MS ANTITRUST - Exec called software developers 'pawns'

08.01.2007
A Microsoft Corp. technical evangelist referred to independent software developers writing for Windows and the company's other software platforms as "pawns" and compared wooing them to convincing someone to have a one-night stand, according to testimony presented Friday against Microsoft in an ongoing antitrust case in Iowa.

"If you've ever tried to play chess with only the pieces in the back row, you've experienced losing, OK, because you've got to have those pawns," James Plamondon said in a Jan. 16, 1996, speech to members of Microsoft's developer relations group. His comments were part of a transcript presented as evidence in the Comes vs. Microsoft Inc. class-action lawsuit in Iowa.

"They're essential," he said about software developer pawns, according to a transcript of his remarks. "So you can't win without them, and you have to take good care of them. You can't let them feel like they're pawns in the struggle."

In the speech, entitled "Power evangelism and relationship evangelism," Plamondon continued: "I mean, all through this presentation previously, I talked about how you're using the pawns and you're going to screw them if they don't do what you want, and dah-dah-dah. You can't let them feel like that. If they feel like that, you've lost from the beginning.... So you can't let them feel like pawns, no matter how much they really are."

Plamondon a technical evangelist for eight years at Microsoft, did not return an e-mailed request for comment.

The excerpt was presented during testimony by Ronald Alepin, an expert for the plaintiffs in the lawsuit, who allege that Microsoft charged higher prices to Iowa consumers as a result of illegal monopolistic behavior. The suit seeks $330 million in damages.

In other comments about developers, Plamondon equated working with them to taking someone out on a first date. "It's like you're going out with a girl; forgive me, it goes the other way also. You're going out with a girl, what you really want to do is have a deep, close and intimate relationship, at least for one night. And, you know, you just can't let her feel like that, because if you do, it ain't going to happen, right. So you have to talk long term and white picket fence and all these other wonderful things, or else you're never going to get what you're really looking for."

The plaintiffs have created a Web site that includes transcripts of testimony presented in the case.

Other evidence presented last week included an internal Microsoft memo from Oct. 18, 1991, entitled "Excel brainstorm group." Brad Silverberg, then-head of Windows development, wrote "I'd be glad to help tilt Lotus into the death spiral. I could do it Friday afternoon, but not Saturday. I could do it pretty much any time the following week."

Lotus Development Corp.'s 1-2-3 was the dominant spreadsheet program on Microsoft's DOS operating system in the 1980s, but it lost ground to Excel on the Windows operating system.

Alepin, a former chief technology officer at Fujitsu Software Corp. and currently a San Francisco-based adviser for high-tech law firm, Morrison Foerster LLP, testified that 1-2-3's eventual demise was caused in part by Microsoft encouraging Lotus' programmers to use Windows application programming interfaces (API). Microsoft Excel's own developers had already decided those same APIs "were not worthwhile using because they were complicated," he said. "They used large amounts of memory. They were slower than other ways of doing it."

Alternative APIs, Alepin testified, "were not provided to Lotus and to other companies like Samna [maker of Ami, a GUI-based word processor later bought by Lotus, that was released a year before Word for Windows 1.0]."

The Comes vs. Microsoft trial, which began in early December, is expected to last up to six months. It, along with a lawsuit filed in Mississippi, is among the last remaining antitrust suits filed by states against Microsoft in the late 1990s.

The trial, set in Des Moines, has already seen its share of explosive evidence. In a 2004 e-mail to Microsoft CEO Steve Ballmer and Chairman Bill Gates, then-Windows development chief, James Allchin wrote that Microsoft had "lost sight" of customers' needs and that a Mac if he wasn't working for Microsoft.

Allchin, who retired at the end of 2006 with the launch of Windows Vista, later said that he was "ranting" and being "purposefully dramatic" in his e-mail in order to .

Alepin, who has previously testified against Microsoft in the European Union's antitrust case against the company, is expected to continue testifying this week.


What the task asks:
Copy the data below exactly, omitting any picture it contains.

◇ ◇ ◇

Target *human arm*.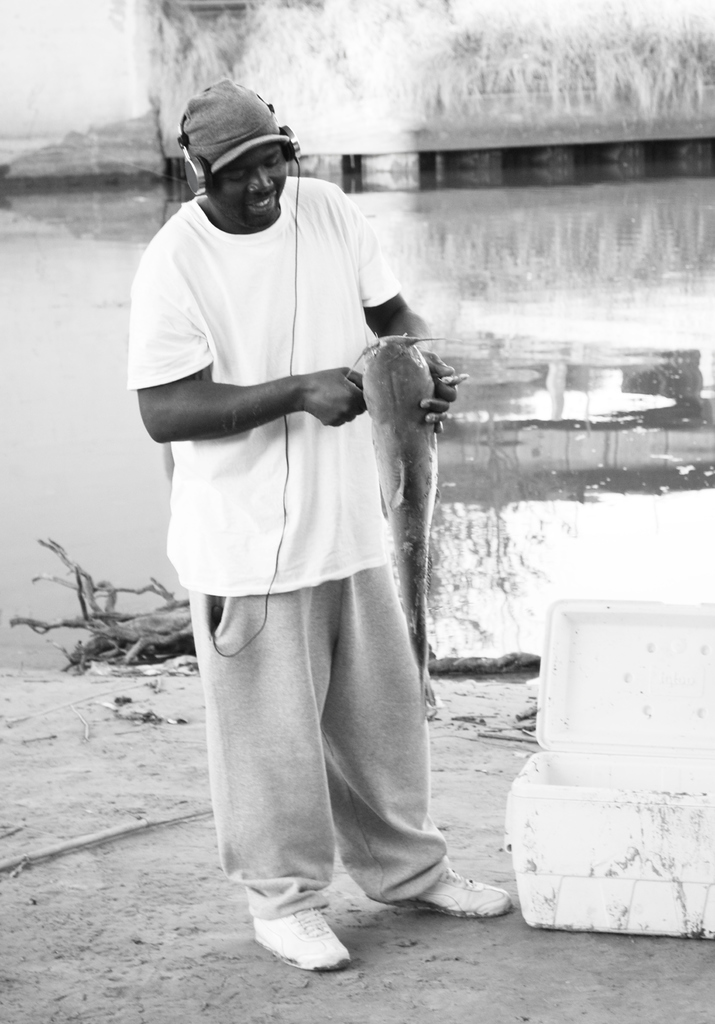
Target region: x1=329 y1=184 x2=465 y2=428.
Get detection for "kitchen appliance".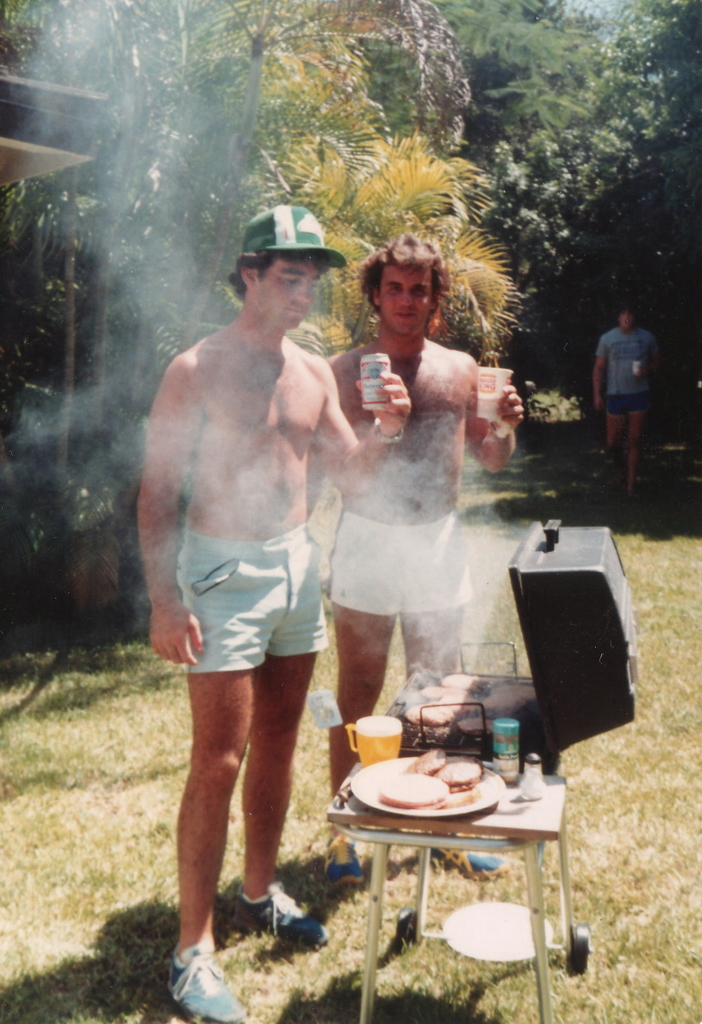
Detection: left=498, top=718, right=516, bottom=771.
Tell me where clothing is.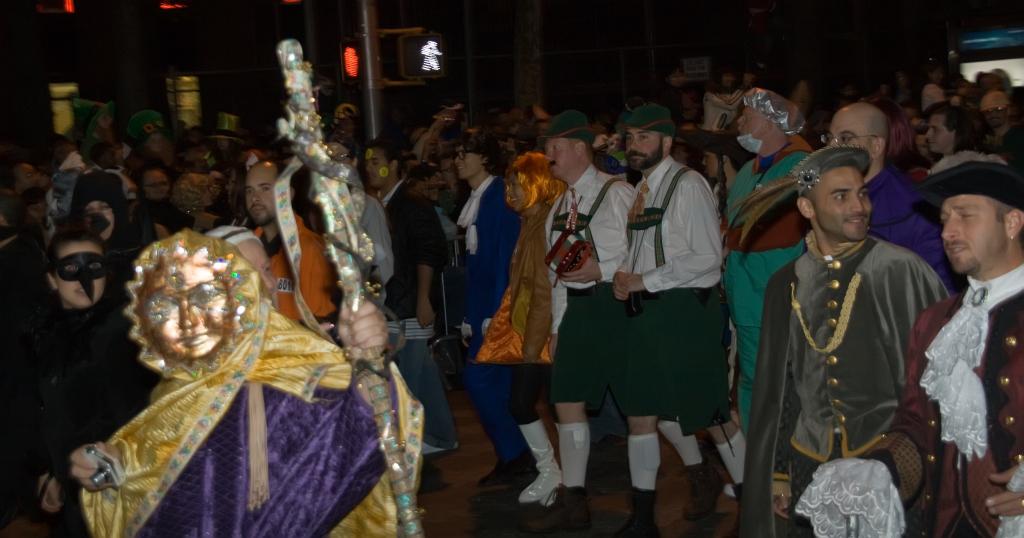
clothing is at l=393, t=320, r=455, b=434.
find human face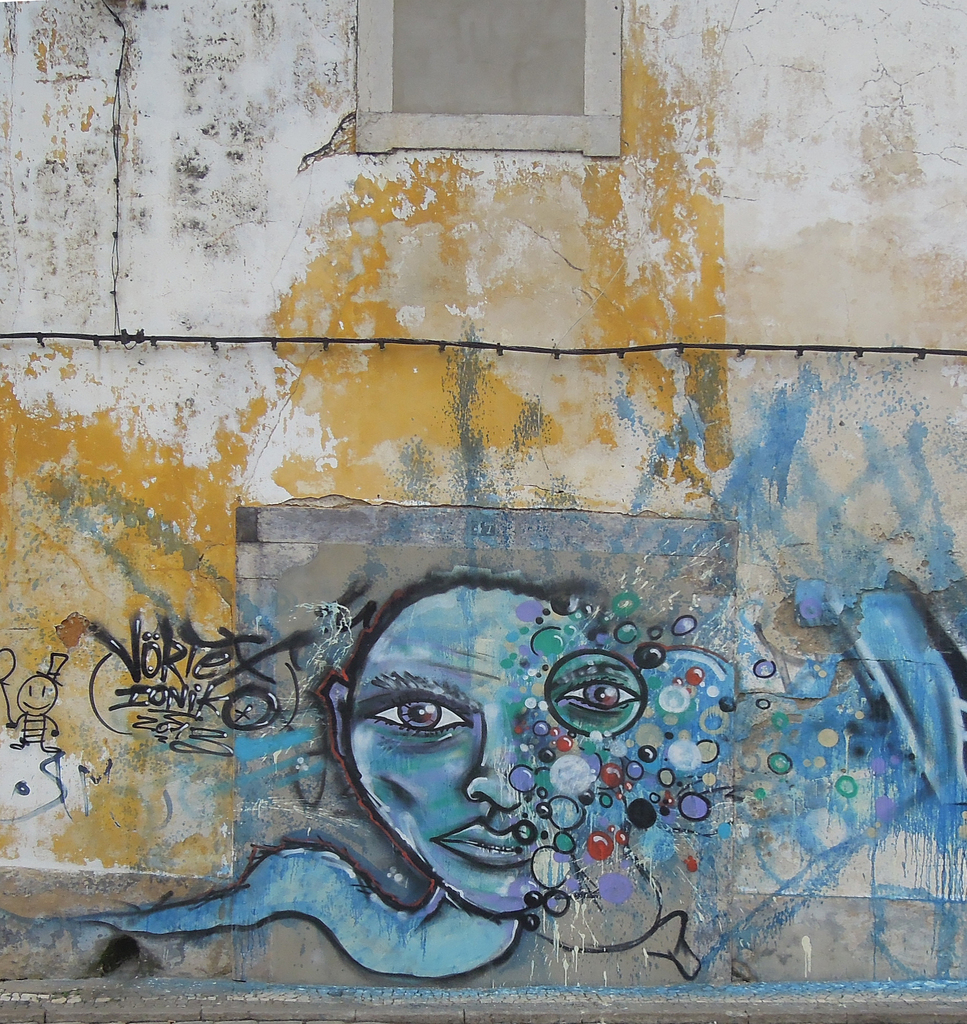
<bbox>348, 587, 593, 918</bbox>
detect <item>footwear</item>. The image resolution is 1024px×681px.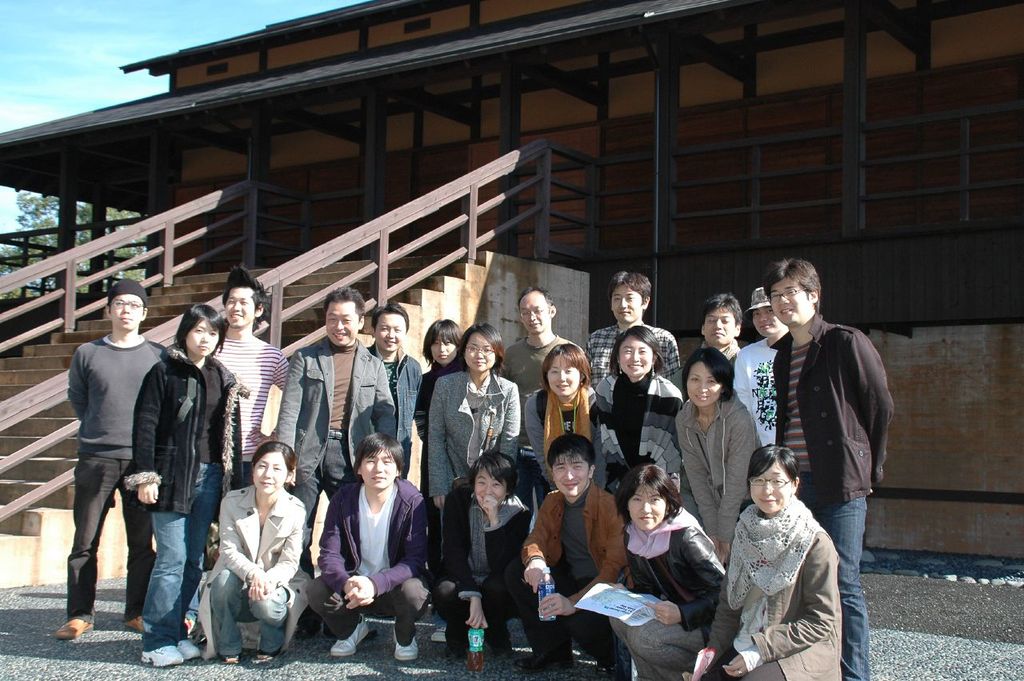
{"x1": 50, "y1": 625, "x2": 93, "y2": 637}.
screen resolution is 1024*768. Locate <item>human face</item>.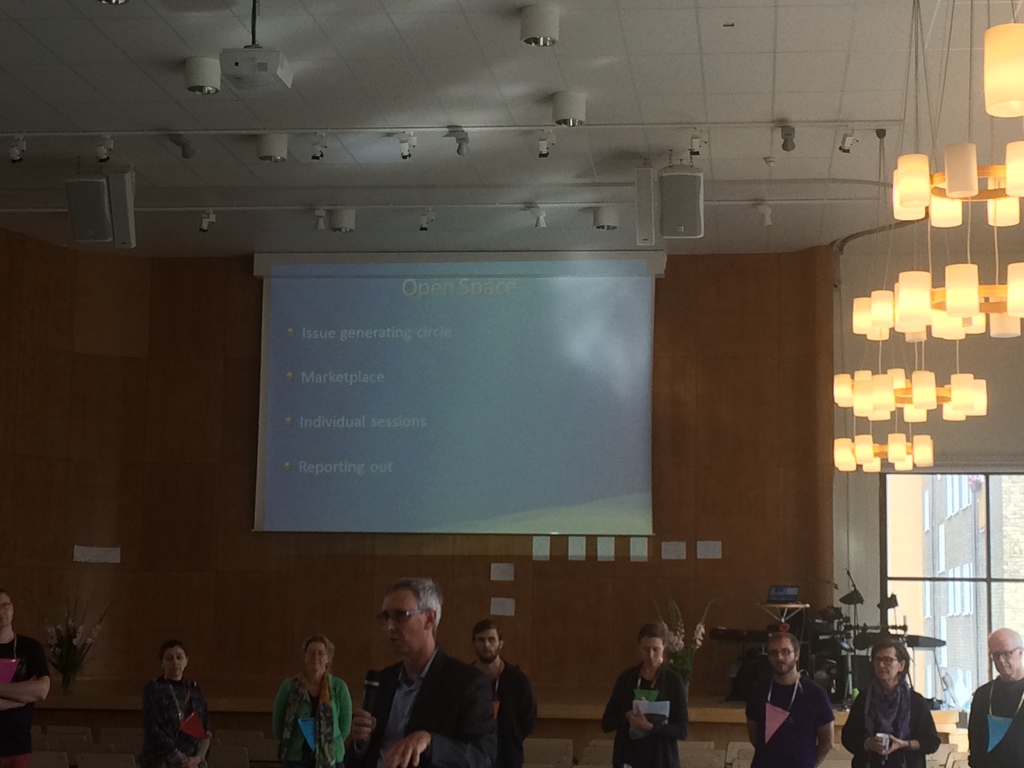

◇ ◇ ◇

Answer to this exercise:
Target *human arm*.
Target region: x1=329 y1=184 x2=465 y2=428.
Get detection for "kitchen appliance".
Detection: left=498, top=718, right=516, bottom=771.
Tell me where clothing is.
clothing is at l=393, t=320, r=455, b=434.
find human face
<bbox>348, 587, 593, 918</bbox>
detect <item>footwear</item>. The image resolution is 1024px×681px.
{"x1": 50, "y1": 625, "x2": 93, "y2": 637}.
screen resolution is 1024*768. Locate <item>human face</item>.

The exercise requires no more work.